On the Optimal Construction of Unbiased Gradient Estimators for Zeroth-Order Optimization
This addresses a key limitation in stochastic optimization for scenarios where gradients are unavailable, offering a practical improvement for applications like language model fine-tuning.
The paper tackled the bias issue in zeroth-order optimization gradient estimators by proposing a novel family of unbiased estimators based on function evaluations, achieving optimal complexity for smooth non-convex objectives and demonstrating superior accuracy and convergence in experiments.
Zeroth-order optimization (ZOO) is an important framework for stochastic optimization when gradients are unavailable or expensive to compute. A potential limitation of existing ZOO methods is the bias inherent in most gradient estimators unless the perturbation stepsize vanishes. In this paper, we overcome this biasedness issue by proposing a novel family of unbiased gradient estimators based solely on function evaluations. By reformulating directional derivatives as a telescoping series and sampling from carefully designed distributions, we construct estimators that eliminate bias while maintaining favorable variance. We analyze their theoretical properties, derive optimal scaling distributions and perturbation stepsizes of four specific constructions, and prove that SGD using the proposed estimators achieves optimal complexity for smooth non-convex objectives. Experiments on synthetic tasks and language model fine-tuning confirm the superior accuracy and convergence of our approach compared to standard methods.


Retype all the records below exactly as they are, with no image carried over.
*** Extracted material ***
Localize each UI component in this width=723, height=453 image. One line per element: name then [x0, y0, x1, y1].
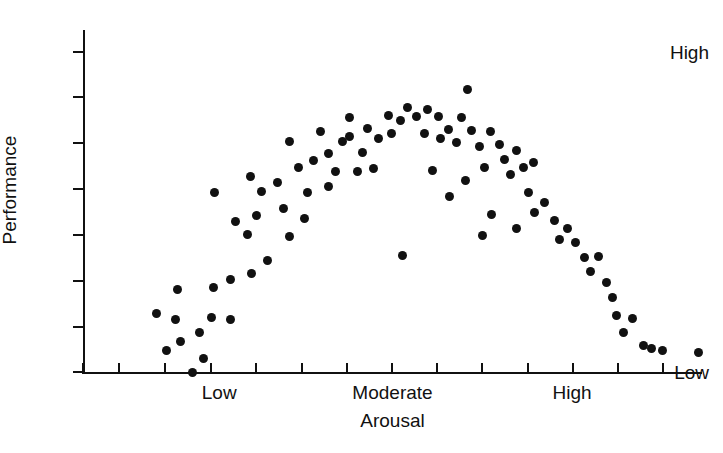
data-point	[324, 149, 333, 158]
data-point	[486, 127, 495, 136]
data-point	[263, 256, 272, 265]
y-tick-5	[73, 280, 84, 282]
data-point	[226, 275, 235, 284]
data-point	[602, 278, 611, 287]
data-point	[530, 208, 539, 217]
y-tick-3	[73, 188, 84, 190]
data-point	[294, 163, 303, 172]
data-point	[555, 235, 564, 244]
y-tick-label-low: Low	[651, 363, 723, 382]
x-tick-label-high: High	[552, 383, 591, 402]
data-point	[445, 192, 454, 201]
data-point	[619, 328, 628, 337]
data-point	[444, 125, 453, 134]
data-point	[243, 230, 252, 239]
x-tick-label-low: Low	[202, 383, 237, 402]
y-tick-label-high: High	[651, 43, 723, 62]
y-tick-0	[73, 51, 84, 53]
data-point	[285, 232, 294, 241]
x-tick-1	[118, 363, 120, 374]
x-tick-6	[346, 363, 348, 374]
data-point	[694, 348, 703, 357]
data-point	[594, 252, 603, 261]
data-point	[612, 311, 621, 320]
x-tick-11	[572, 363, 574, 374]
y-tick-1	[73, 96, 84, 98]
data-point	[487, 210, 496, 219]
data-point	[658, 346, 667, 355]
data-point	[434, 112, 443, 121]
x-tick-5	[301, 363, 303, 374]
data-point	[495, 140, 504, 149]
data-point	[152, 309, 161, 318]
data-point	[461, 176, 470, 185]
data-point	[403, 103, 412, 112]
data-point	[506, 170, 515, 179]
data-point	[608, 293, 617, 302]
data-point	[188, 368, 197, 377]
data-point	[463, 85, 472, 94]
x-tick-8	[436, 363, 438, 374]
x-tick-label-moderate: Moderate	[352, 383, 432, 402]
data-point	[475, 142, 484, 151]
x-tick-4	[255, 363, 257, 374]
data-point	[436, 134, 445, 143]
data-point	[303, 188, 312, 197]
data-point	[210, 188, 219, 197]
data-point	[279, 204, 288, 213]
data-point	[428, 166, 437, 175]
data-point	[524, 188, 533, 197]
scatter-plot-figure: HighLow LowModerateHigh Performance Arou…	[0, 0, 723, 453]
data-point	[387, 129, 396, 138]
data-point	[580, 253, 589, 262]
data-point	[345, 132, 354, 141]
data-point	[309, 156, 318, 165]
data-point	[396, 116, 405, 125]
data-point	[316, 127, 325, 136]
data-point	[384, 111, 393, 120]
y-tick-6	[73, 326, 84, 328]
data-point	[162, 346, 171, 355]
x-tick-9	[481, 363, 483, 374]
data-point	[285, 137, 294, 146]
x-tick-0	[82, 363, 84, 374]
y-axis-title: Performance	[0, 136, 19, 245]
data-point	[226, 315, 235, 324]
data-point	[571, 238, 580, 247]
data-point	[195, 328, 204, 337]
y-axis-line	[83, 30, 85, 374]
data-point	[512, 146, 521, 155]
data-point	[331, 167, 340, 176]
data-point	[467, 126, 476, 135]
data-point	[247, 269, 256, 278]
x-tick-10	[527, 363, 529, 374]
data-point	[457, 113, 466, 122]
data-point	[173, 285, 182, 294]
data-point	[252, 211, 261, 220]
data-point	[199, 354, 208, 363]
data-point	[420, 129, 429, 138]
y-tick-2	[73, 142, 84, 144]
data-point	[423, 105, 432, 114]
data-point	[550, 216, 559, 225]
data-point	[369, 164, 378, 173]
data-point	[452, 138, 461, 147]
x-axis-title: Arousal	[360, 411, 424, 430]
data-point	[586, 267, 595, 276]
data-point	[358, 148, 367, 157]
x-tick-3	[210, 363, 212, 374]
data-point	[246, 172, 255, 181]
data-point	[628, 314, 637, 323]
x-tick-2	[164, 363, 166, 374]
x-tick-12	[617, 363, 619, 374]
data-point	[647, 344, 656, 353]
data-point	[374, 134, 383, 143]
data-point	[273, 178, 282, 187]
data-point	[519, 163, 528, 172]
data-point	[478, 231, 487, 240]
data-point	[398, 251, 407, 260]
data-point	[540, 198, 549, 207]
data-point	[209, 283, 218, 292]
data-point	[176, 337, 185, 346]
data-point	[363, 124, 372, 133]
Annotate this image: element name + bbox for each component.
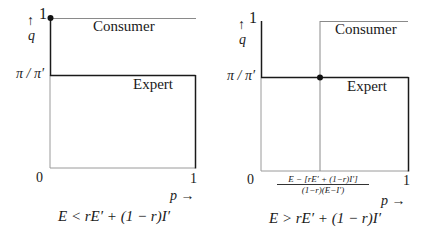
left-x-axis-label: p →: [170, 188, 195, 204]
right-x-threshold-denominator: (1−r)(E−I′): [277, 185, 369, 195]
left-region-consumer: Consumer: [93, 18, 155, 35]
left-region-expert: Expert: [133, 76, 173, 93]
left-y-tick-top: 1: [39, 5, 47, 23]
left-equilibrium-dot: [48, 15, 54, 21]
right-region-consumer: Consumer: [335, 21, 397, 38]
right-y-arrow-icon: ↑: [238, 17, 245, 33]
right-condition: E > rE′ + (1 − r)I′: [269, 210, 381, 227]
right-region-expert: Expert: [347, 78, 387, 95]
left-y-tick-mid: π / π′: [16, 66, 44, 82]
left-x-tick-zero: 0: [36, 170, 43, 186]
left-y-axis-label: q: [28, 28, 35, 44]
left-y-arrow-icon: ↑: [27, 13, 34, 29]
left-x-tick-one: 1: [190, 171, 197, 187]
right-equilibrium-dot: [317, 75, 323, 81]
right-y-tick-mid: π / π′: [227, 68, 255, 84]
left-panel-lines: [48, 15, 197, 169]
right-y-axis-label: q: [239, 32, 246, 48]
right-x-tick-zero: 0: [247, 172, 254, 188]
right-y-tick-top: 1: [249, 9, 257, 27]
right-x-tick-one: 1: [403, 173, 410, 189]
right-x-threshold-fraction: E − [rE′ + (1−r)I′] (1−r)(E−I′): [277, 174, 369, 195]
right-x-threshold-numerator: E − [rE′ + (1−r)I′]: [277, 174, 369, 185]
right-panel-lines: [261, 21, 409, 172]
left-condition: E < rE′ + (1 − r)I′: [58, 208, 170, 225]
right-x-axis-label: p →: [381, 193, 406, 209]
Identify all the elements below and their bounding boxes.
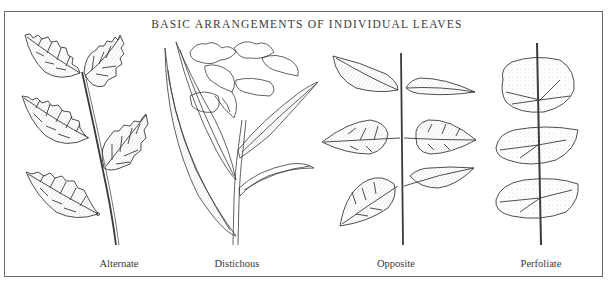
label-perfoliate: Perfoliate [521, 258, 562, 269]
label-alternate: Alternate [99, 258, 138, 269]
alternate-plant-drawing [22, 34, 148, 245]
label-opposite: Opposite [377, 258, 415, 269]
distichous-plant-drawing [165, 42, 318, 245]
leaf-illustrations [0, 0, 614, 283]
label-distichous: Distichous [215, 258, 260, 269]
perfoliate-plant-drawing [496, 43, 578, 245]
opposite-plant-drawing [322, 53, 476, 245]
*** End of Extracted material ***
*Response to this task*
Localize each UI component in this width=723, height=453 image. One line per element: name then [x0, y0, x1, y1].
data-point	[324, 149, 333, 158]
data-point	[486, 127, 495, 136]
data-point	[263, 256, 272, 265]
y-tick-5	[73, 280, 84, 282]
data-point	[226, 275, 235, 284]
data-point	[602, 278, 611, 287]
data-point	[530, 208, 539, 217]
y-tick-3	[73, 188, 84, 190]
data-point	[294, 163, 303, 172]
data-point	[555, 235, 564, 244]
y-tick-label-low: Low	[651, 363, 723, 382]
x-tick-label-high: High	[552, 383, 591, 402]
data-point	[445, 192, 454, 201]
data-point	[619, 328, 628, 337]
data-point	[444, 125, 453, 134]
data-point	[243, 230, 252, 239]
x-tick-label-low: Low	[202, 383, 237, 402]
y-tick-label-high: High	[651, 43, 723, 62]
y-tick-0	[73, 51, 84, 53]
data-point	[285, 232, 294, 241]
x-tick-1	[118, 363, 120, 374]
x-tick-6	[346, 363, 348, 374]
data-point	[694, 348, 703, 357]
data-point	[594, 252, 603, 261]
data-point	[612, 311, 621, 320]
x-tick-11	[572, 363, 574, 374]
y-tick-1	[73, 96, 84, 98]
data-point	[487, 210, 496, 219]
data-point	[658, 346, 667, 355]
data-point	[434, 112, 443, 121]
x-tick-5	[301, 363, 303, 374]
data-point	[495, 140, 504, 149]
data-point	[152, 309, 161, 318]
data-point	[461, 176, 470, 185]
data-point	[403, 103, 412, 112]
data-point	[506, 170, 515, 179]
data-point	[608, 293, 617, 302]
data-point	[188, 368, 197, 377]
data-point	[463, 85, 472, 94]
x-tick-8	[436, 363, 438, 374]
x-tick-label-moderate: Moderate	[352, 383, 432, 402]
data-point	[475, 142, 484, 151]
x-tick-4	[255, 363, 257, 374]
data-point	[436, 134, 445, 143]
data-point	[303, 188, 312, 197]
data-point	[210, 188, 219, 197]
data-point	[279, 204, 288, 213]
data-point	[428, 166, 437, 175]
data-point	[524, 188, 533, 197]
scatter-plot-figure: HighLow LowModerateHigh Performance Arou…	[0, 0, 723, 453]
data-point	[387, 129, 396, 138]
data-point	[580, 253, 589, 262]
data-point	[345, 132, 354, 141]
data-point	[309, 156, 318, 165]
data-point	[396, 116, 405, 125]
data-point	[316, 127, 325, 136]
data-point	[384, 111, 393, 120]
y-tick-6	[73, 326, 84, 328]
data-point	[162, 346, 171, 355]
x-tick-9	[481, 363, 483, 374]
data-point	[285, 137, 294, 146]
x-tick-0	[82, 363, 84, 374]
y-axis-title: Performance	[0, 136, 19, 245]
data-point	[226, 315, 235, 324]
data-point	[571, 238, 580, 247]
data-point	[195, 328, 204, 337]
y-axis-line	[83, 30, 85, 374]
data-point	[512, 146, 521, 155]
data-point	[331, 167, 340, 176]
data-point	[467, 126, 476, 135]
data-point	[247, 269, 256, 278]
x-tick-10	[527, 363, 529, 374]
data-point	[457, 113, 466, 122]
data-point	[173, 285, 182, 294]
data-point	[252, 211, 261, 220]
data-point	[199, 354, 208, 363]
data-point	[420, 129, 429, 138]
y-tick-2	[73, 142, 84, 144]
data-point	[423, 105, 432, 114]
data-point	[550, 216, 559, 225]
data-point	[369, 164, 378, 173]
data-point	[452, 138, 461, 147]
x-axis-title: Arousal	[360, 411, 424, 430]
data-point	[586, 267, 595, 276]
data-point	[358, 148, 367, 157]
x-tick-3	[210, 363, 212, 374]
data-point	[246, 172, 255, 181]
data-point	[628, 314, 637, 323]
x-tick-2	[164, 363, 166, 374]
x-tick-12	[617, 363, 619, 374]
data-point	[647, 344, 656, 353]
data-point	[374, 134, 383, 143]
data-point	[273, 178, 282, 187]
data-point	[519, 163, 528, 172]
data-point	[478, 231, 487, 240]
data-point	[398, 251, 407, 260]
data-point	[540, 198, 549, 207]
data-point	[209, 283, 218, 292]
data-point	[176, 337, 185, 346]
data-point	[363, 124, 372, 133]
Annotate this image: element name + bbox for each component.
left-x-axis-label: p →: [170, 188, 195, 204]
right-x-threshold-denominator: (1−r)(E−I′): [277, 185, 369, 195]
left-region-consumer: Consumer: [93, 18, 155, 35]
left-region-expert: Expert: [133, 76, 173, 93]
left-y-tick-top: 1: [39, 5, 47, 23]
left-equilibrium-dot: [48, 15, 54, 21]
right-region-consumer: Consumer: [335, 21, 397, 38]
right-y-arrow-icon: ↑: [238, 17, 245, 33]
right-condition: E > rE′ + (1 − r)I′: [269, 210, 381, 227]
right-region-expert: Expert: [347, 78, 387, 95]
left-y-tick-mid: π / π′: [16, 66, 44, 82]
left-x-tick-zero: 0: [36, 170, 43, 186]
left-y-axis-label: q: [28, 28, 35, 44]
left-y-arrow-icon: ↑: [27, 13, 34, 29]
left-x-tick-one: 1: [190, 171, 197, 187]
right-equilibrium-dot: [317, 75, 323, 81]
right-y-tick-mid: π / π′: [227, 68, 255, 84]
left-panel-lines: [48, 15, 197, 169]
right-y-axis-label: q: [239, 32, 246, 48]
right-x-tick-zero: 0: [247, 172, 254, 188]
right-y-tick-top: 1: [249, 9, 257, 27]
right-x-tick-one: 1: [403, 173, 410, 189]
right-x-threshold-fraction: E − [rE′ + (1−r)I′] (1−r)(E−I′): [277, 174, 369, 195]
right-x-threshold-numerator: E − [rE′ + (1−r)I′]: [277, 174, 369, 185]
right-panel-lines: [261, 21, 409, 172]
left-condition: E < rE′ + (1 − r)I′: [58, 208, 170, 225]
right-x-axis-label: p →: [381, 193, 406, 209]
Identify all the elements below and their bounding boxes.
label-perfoliate: Perfoliate [521, 258, 562, 269]
label-alternate: Alternate [99, 258, 138, 269]
alternate-plant-drawing [22, 34, 148, 245]
label-opposite: Opposite [377, 258, 415, 269]
distichous-plant-drawing [165, 42, 318, 245]
leaf-illustrations [0, 0, 614, 283]
label-distichous: Distichous [215, 258, 260, 269]
perfoliate-plant-drawing [496, 43, 578, 245]
opposite-plant-drawing [322, 53, 476, 245]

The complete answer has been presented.